What are solar flares?
- A solar flare is a tremendous explosion on the Sun that happens when energy stored in ‘twisted’ magnetic fields (usually above sunspots) is suddenly released.
- There are five different classes of solar flares: A, B, C, M, and X; each class is at least ten times more potent than the one before it.
- Solar flares are large energy explosions that can affect radio communications, power grids and navigation signals and endanger astronauts and spacecraft.
- They can heat a substance to several millions of degrees in a matter of minutes, producing a burst of radiation that spans the electromagnetic spectrum, from radio waves to x-rays and gamma rays.
- Solar flares cause energy particles to be released into space and directly impact the ionosphere and radio communications at the Earth.
- Therefore, to understand and predict space weather and the effect of solar activity on the Earth, an understanding of both CMEs and flares is required.
Classification of solar flares:
- Solar flares can be divided into various categories based on their brightness in X-ray wavelengths.
- X-class flares are large, significant events that have the power to cause global radio blackouts and persistent radiation storms in the upper atmosphere.
- Medium-sized M-class flares typically result in brief radio blackouts that affect the Earth’s polar regions.
- Sometimes an M-class flare is followed by small radiation storms.

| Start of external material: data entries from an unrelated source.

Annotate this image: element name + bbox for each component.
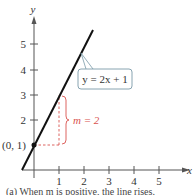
line-chart: 1 2 3 4 5 2 3 4 5 y x m = 2 (0, 1) y = 2… (0, 0, 196, 195)
x-axis-label: x (186, 164, 192, 176)
line-y-2x-plus-1 (22, 30, 93, 170)
y-axis-label: y (30, 3, 36, 15)
slope-label: m = 2 (73, 114, 100, 126)
y-tick-label: 3 (21, 89, 27, 101)
figure-caption: (a) When m is positive, the line rises. (6, 186, 155, 195)
x-tick-label: 5 (156, 175, 162, 187)
callout-pointer (81, 53, 93, 69)
y-tick-label: 5 (21, 38, 27, 50)
point-label: (0, 1) (2, 139, 26, 152)
y-axis-arrow-icon (32, 16, 37, 24)
intercept-point (32, 143, 37, 148)
equation-label: y = 2x + 1 (82, 73, 127, 85)
y-tick-label: 4 (21, 64, 27, 76)
y-tick-label: 2 (21, 114, 27, 126)
slope-brace (62, 96, 69, 144)
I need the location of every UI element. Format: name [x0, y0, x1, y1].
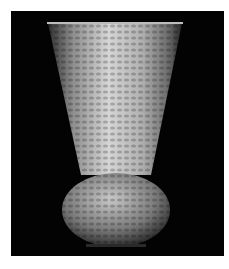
vase-image: [11, 11, 224, 256]
product-photo: [11, 11, 224, 256]
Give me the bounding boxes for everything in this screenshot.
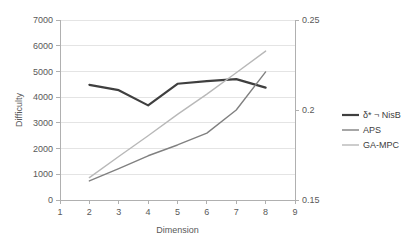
- x-axis-tick-labels: 123456789: [57, 207, 297, 217]
- y-tick-label: 7000: [33, 15, 53, 25]
- y-axis-ticks: [56, 20, 60, 200]
- series-line-0: [89, 79, 265, 105]
- series-line-1: [89, 72, 265, 181]
- y-tick-label: 4000: [33, 92, 53, 102]
- legend-label-0: δ* ¬ NisB: [363, 110, 401, 120]
- secondary-y-tick-label: 0.25: [302, 15, 320, 25]
- y-tick-label: 0: [48, 195, 53, 205]
- legend-item-1[interactable]: APS: [342, 125, 381, 135]
- chart-legend: δ* ¬ NisBAPSGA-MPC: [342, 110, 401, 150]
- x-tick-label: 2: [87, 207, 92, 217]
- x-tick-label: 9: [292, 207, 297, 217]
- y-tick-label: 6000: [33, 41, 53, 51]
- x-tick-label: 5: [175, 207, 180, 217]
- secondary-y-tick-label: 0.2: [302, 105, 315, 115]
- data-series: [89, 51, 265, 181]
- legend-label-1: APS: [363, 125, 381, 135]
- x-axis-ticks: [60, 200, 295, 204]
- y-tick-label: 2000: [33, 144, 53, 154]
- series-line-2: [89, 51, 265, 178]
- line-chart: 123456789 01000200030004000500060007000 …: [0, 0, 413, 245]
- x-tick-label: 8: [263, 207, 268, 217]
- legend-label-2: GA-MPC: [363, 140, 400, 150]
- legend-item-2[interactable]: GA-MPC: [342, 140, 400, 150]
- secondary-y-axis-tick-labels: 0.150.20.25: [302, 15, 320, 205]
- y-tick-label: 3000: [33, 118, 53, 128]
- y-axis-tick-labels: 01000200030004000500060007000: [33, 15, 53, 205]
- y-axis-title: Difficulty: [14, 93, 24, 127]
- legend-item-0[interactable]: δ* ¬ NisB: [342, 110, 401, 120]
- secondary-y-tick-label: 0.15: [302, 195, 320, 205]
- axis-titles: DimensionDifficulty: [14, 93, 199, 235]
- x-tick-label: 3: [116, 207, 121, 217]
- x-tick-label: 6: [204, 207, 209, 217]
- x-axis-title: Dimension: [156, 225, 199, 235]
- secondary-y-axis-ticks: [295, 20, 299, 200]
- x-tick-label: 7: [234, 207, 239, 217]
- y-tick-label: 5000: [33, 67, 53, 77]
- chart-container: 123456789 01000200030004000500060007000 …: [0, 0, 413, 245]
- x-tick-label: 1: [57, 207, 62, 217]
- y-tick-label: 1000: [33, 169, 53, 179]
- x-tick-label: 4: [146, 207, 151, 217]
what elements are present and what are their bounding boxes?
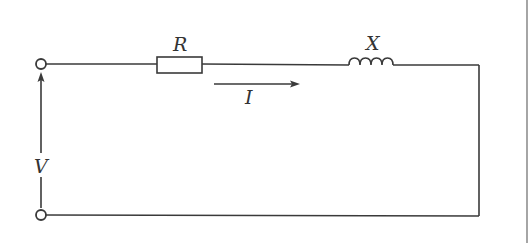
current-label: I xyxy=(244,86,253,108)
terminal-top-icon xyxy=(36,59,46,69)
voltage-label: V xyxy=(34,155,50,177)
wire-top-middle xyxy=(202,64,349,65)
inductor-symbol xyxy=(349,58,393,65)
resistor-label: R xyxy=(172,33,187,55)
terminal-bottom-icon xyxy=(36,210,46,220)
inductor-label: X xyxy=(364,32,381,54)
wire-bottom xyxy=(46,215,479,216)
resistor-symbol xyxy=(157,57,202,73)
series-rl-circuit-diagram: R X I V xyxy=(0,0,529,245)
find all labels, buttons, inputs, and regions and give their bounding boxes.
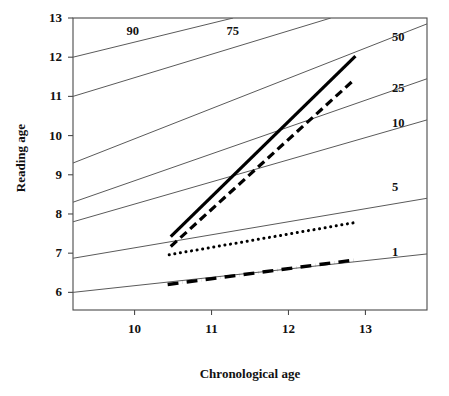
x-axis-title: Chronological age <box>150 366 350 382</box>
y-tick-label-7: 7 <box>40 245 62 261</box>
percentile-label-25: 25 <box>392 81 405 96</box>
x-tick-label-13: 13 <box>352 321 378 337</box>
x-tick-label-12: 12 <box>275 321 301 337</box>
plot-frame <box>73 18 427 310</box>
percentile-label-1: 1 <box>392 245 398 260</box>
percentile-label-90: 90 <box>127 24 140 39</box>
percentile-label-10: 10 <box>392 116 405 131</box>
x-tick-label-11: 11 <box>199 321 225 337</box>
y-tick-label-6: 6 <box>40 284 62 300</box>
y-axis-title: Reading age <box>13 113 29 203</box>
percentile-label-5: 5 <box>392 180 398 195</box>
percentile-label-50: 50 <box>392 30 405 45</box>
x-tick-label-10: 10 <box>122 321 148 337</box>
y-tick-label-8: 8 <box>40 206 62 222</box>
y-tick-label-13: 13 <box>40 10 62 26</box>
y-tick-label-10: 10 <box>40 128 62 144</box>
percentile-label-75: 75 <box>227 24 240 39</box>
chart-figure: 678910111213 10111213 907550251051 Readi… <box>0 0 449 396</box>
y-tick-label-11: 11 <box>40 88 62 104</box>
y-tick-label-9: 9 <box>40 167 62 183</box>
y-tick-label-12: 12 <box>40 49 62 65</box>
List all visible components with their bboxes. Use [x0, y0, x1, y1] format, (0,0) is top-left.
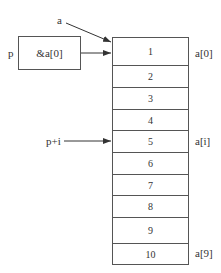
array-cell: 10	[113, 244, 188, 265]
offset-pointer-label: p+i	[46, 135, 61, 147]
array-cell: 7	[113, 175, 188, 196]
array-cell: 8	[113, 196, 188, 218]
array-name-label: a	[57, 14, 62, 26]
array-cell: 4	[113, 110, 188, 131]
index-label-last: a[9]	[195, 247, 213, 259]
pointer-value: &a[0]	[36, 47, 62, 59]
index-label-middle: a[i]	[195, 135, 210, 147]
array-cell: 6	[113, 153, 188, 175]
array-cell: 1	[113, 38, 188, 66]
array-cell: 2	[113, 66, 188, 88]
pointer-box: &a[0]	[18, 36, 81, 70]
array-cell: 9	[113, 218, 188, 244]
index-label-first: a[0]	[195, 47, 213, 59]
array-box: 1 2 3 4 5 6 7 8 9 10	[112, 37, 189, 265]
pointer-name-label: p	[8, 47, 14, 59]
array-cell: 3	[113, 88, 188, 110]
array-cell: 5	[113, 131, 188, 153]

- C-class flares are slight and have little effect on the Earth.
Other important terms:
- Geomagnetic storms: A geomagnetic storm refers to the disruptions to the Earth’s magnetic field caused by solar emissions.
- When a Coronal Mass Ejection (CME) or a high-speed solar stream reaches our planet, it slams into the
- The Earth’s magnetosphere is created by its magnetic fields and it usually protects us from the particles emitted by the Sun.
- Coronal mass ejection (CME): large-scale eruptions of charged particles (plasma) and magnetic fields from the solar atmosphere into space. They can disrupt a range of ground- and space-based technologies and satellites on Earth.
- Solar cycle: The solar cycle, also known as the solar magnetic activity cycle,sunspot cycle, or Schwabe cycle, is a nearly periodic 11-year change in the Sun’s activity measured in terms of variations in the number of observed sunspots on the Sun’s surface.
- Over the period of a solar cycle, levels of solar radiation and ejection of solar material, the number and size of sunspots, solar flares, and coronal loops all exhibit a synchronized fluctuation from a period of minimum activity to a period of a maximum activity back to a period of minimum activity.